My ministry, as it stands, is doing pretty good at empowering Episcopal Ministry at large. We are baptizing, confirming, and receiving members into the church. My students are working and volunteering at Episcopal Parishes, Schools, and Camps. My students are actively discerning calls to ordained ministry. That layer is working.

It is the first layer, the Episcopal Youth Ministry to Episcopal Campus Ministry layer that seems to be having problems. The relationship dynamic here simply is not vibrant and healthy, in many places it does not exist at all. What I want to present is a place in my ministry where this relationship is working.

I have a great relationship with one of the local youth leaders. The parish is in a suburban area about thirty minutes from the university with an amazing youth and family ministry program. If a relationship exists between the parish and a student at the university I get an email of mutual introduction. About half of those emails result in a student becoming a regular participant in the campus ministry, which is fine. The point is not to force the students to involve themselves in campus ministry but to introduce them to the concept of campus ministry and the chaplain. It is great that this parish is thirty minutes away but any parish can take up this email exchange and create this level of relationship. The problem is that this does not happen.

The main reason this does not happen, that I encounter, is that youth and parish leadership just do not think to create this basic type of relationship with campus ministries and incorporate their graduating youth into those relationships.
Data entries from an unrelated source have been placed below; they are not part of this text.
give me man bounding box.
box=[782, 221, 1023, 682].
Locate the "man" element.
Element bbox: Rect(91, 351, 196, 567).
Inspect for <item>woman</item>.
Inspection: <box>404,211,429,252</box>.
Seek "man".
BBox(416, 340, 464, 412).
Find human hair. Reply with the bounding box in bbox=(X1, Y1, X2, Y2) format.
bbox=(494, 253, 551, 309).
Sometimes I hear arguments about how they want the graduate to be able to freely discern, to not be forced to go to the campus ministry, to be able to be part of a parish, or the like. The deal is that every campus minister I know wants every student they encounter to be able to do just that... they just want to be sure that the student knows they have a resource as they go about that if they need it. 
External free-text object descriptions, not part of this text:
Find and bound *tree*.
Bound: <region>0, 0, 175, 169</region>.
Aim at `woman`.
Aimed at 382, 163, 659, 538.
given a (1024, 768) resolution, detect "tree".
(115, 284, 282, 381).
So this is the core of what I would like to see with parishes. Initiative on the part of parishes to build a relationship with the campus ministries where their former youth become students, ensuring that youth know that campus ministry exists if they need it, and whenever possible a mutual introduction of an incoming student to a chaplain. I try to build these relationships in reverse whenever I can but it simply is not the same.

The other part has to do with diocesan and national youth ministries and events. Our forms should have space for high school seniors to mark where they are going to school and to provide the local chaplain or parish their contact information. Our events should have time for seniors and college students to interact with a college chaplain and build relationships and awareness. Our diocesan camp brought the chaplains in for a day this summer, just to hang around and make one announcement at lunch. The connections with graduating seniors and staff who were in college was electric. 

So that is my absurd idea. Youth Ministry having a basic and healthy relationship with Campus Ministry. I do not know why these ideas are so controversial. I do not know why these relationships are not natural for our ministries... but for some reason they are not natural. I hope someday they can be... I want my Jam Pastry... I want to cross the streams and save New York.